The Bucharest blackout was suddenly illuminated by the blinding flash of blue light which accompanies the first wave of an earthquake. Then came a series of violent shocks accompanied by the ripping, crashing noise of falling buildings and the screams of people. In five minutes more damage was caused than the Luftwaffe has accomplished in London since the war began. Scarcely a building in the entire city was unscarred. “I had noticed a young couple kissing in an automobile. . . . They are somewhere under there now,” stuttered a chalk-faced newsboy, pointing in the street to a mountainous pile of masonry that minutes before had been Bucharest’s elite, 13-story Carlton apartment house. More than 300 were believed buried in its ruins. A few gained the air-raid cellar and called frantically for aid over a still live telephone wire. Then the oil tanks of the central-heating plant exploded, bathing the rubble in flames. Nearly 100 prisoners saw the walls and ceiling of their cells cave in on them as the Doflana prison was shaken to the ground. Thousands of German troops. Iron Guardists, Rumanian soldiers and civilians worked frantically to extricate victims.

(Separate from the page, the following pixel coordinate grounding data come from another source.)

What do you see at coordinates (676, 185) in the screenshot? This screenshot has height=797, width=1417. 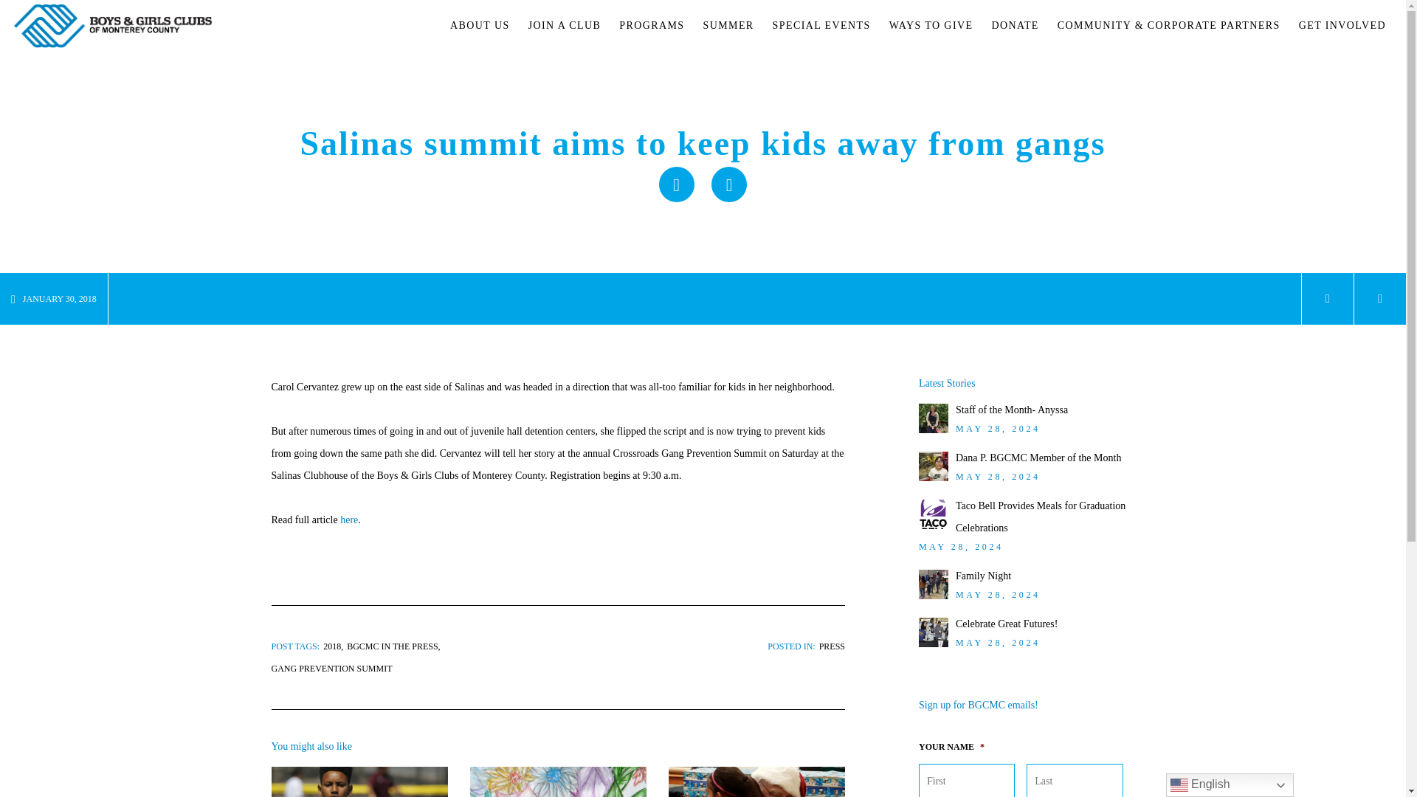 I see `Salinas summit aims to keep kids away from gangs` at bounding box center [676, 185].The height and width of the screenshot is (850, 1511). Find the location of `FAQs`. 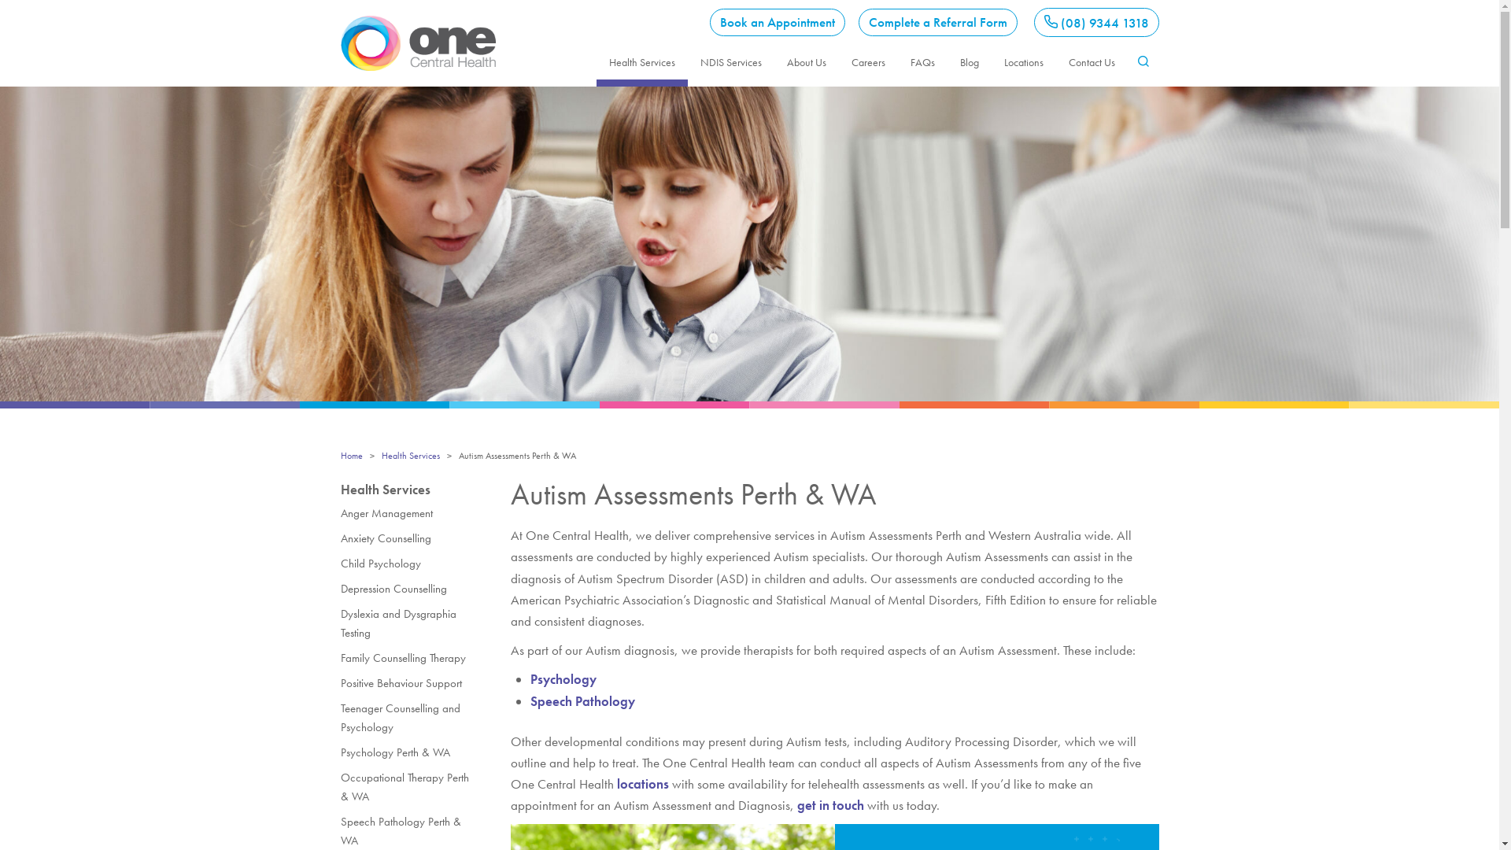

FAQs is located at coordinates (922, 62).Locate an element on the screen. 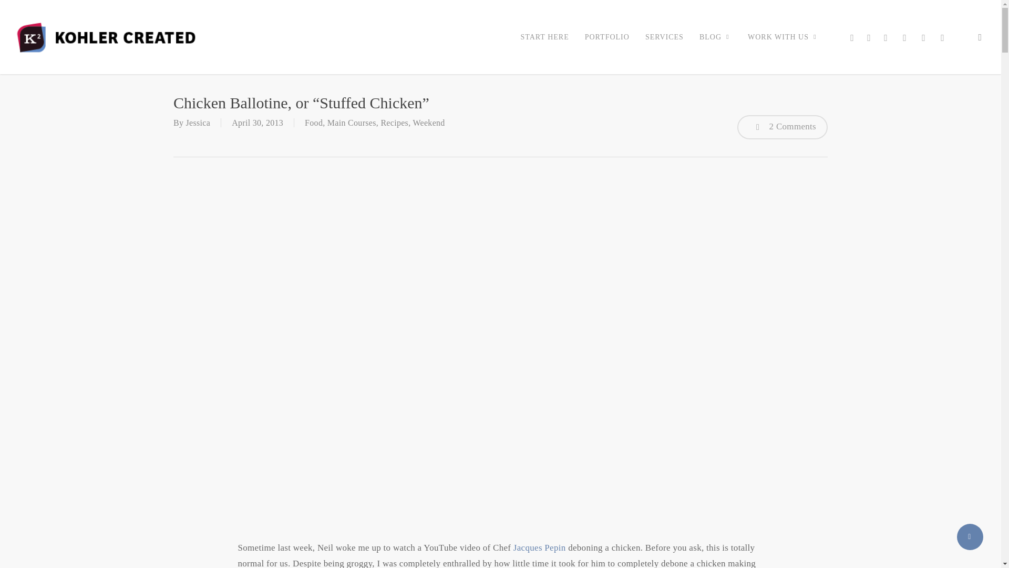  TWITTER is located at coordinates (852, 37). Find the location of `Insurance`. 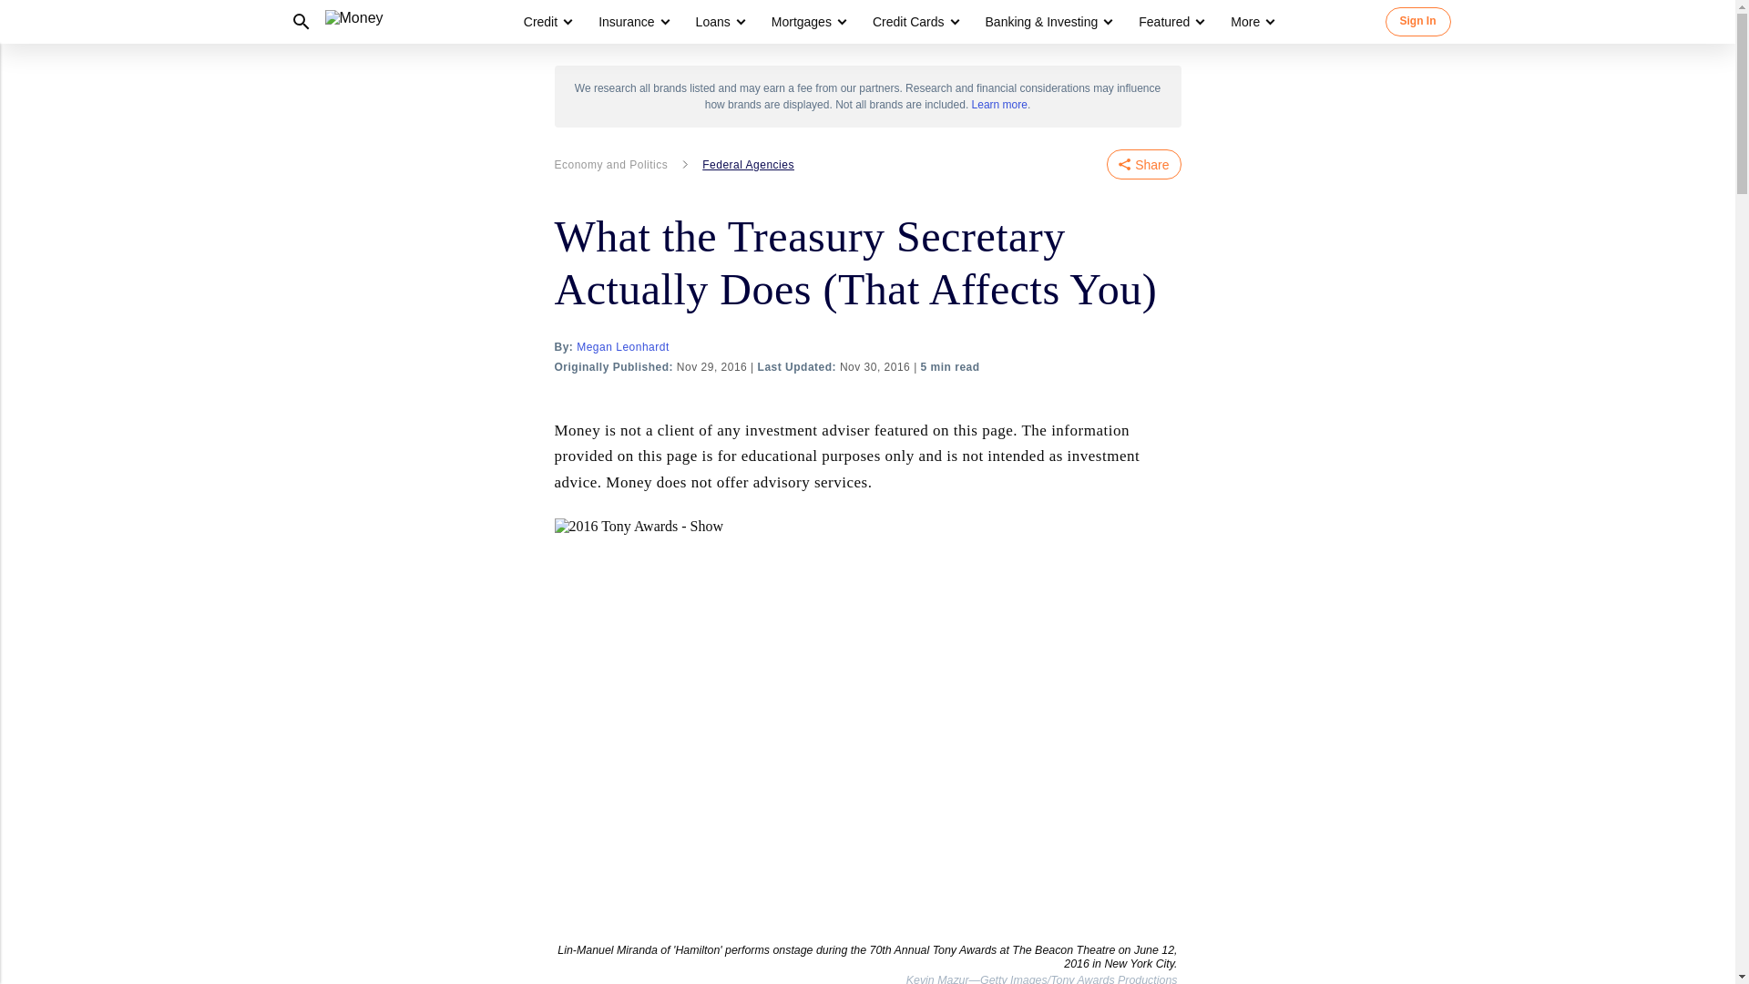

Insurance is located at coordinates (632, 22).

Focsani, 100 miles northeast of Bucharest and the epicentre of the quake, was reported in ruins; Galatz, site of the German submarine base, suffered severely; and Giurgiu, principal oil port on the Danube, saw public buildings and factories reduced to mangled heaps. In Campina, thickly populated oil town, refinery chimneys toppled, houses collapsed, and pipelines burst, dousing the ground with a gummy and inflammable threat. In the heavily guarded Ploesti field a few fires broke out, were later reported extinguished. Buckled tracks, collapsed bridges, severed telephone cables and German censorship stopped traffic and disrupted communications throughout Rumania, prevented the true extent of destruction from becoming known.

But word slowly got round that Providence had answered Adolf Hitler.

*On the Rossi-Forel scale, Intensity Ten is tops.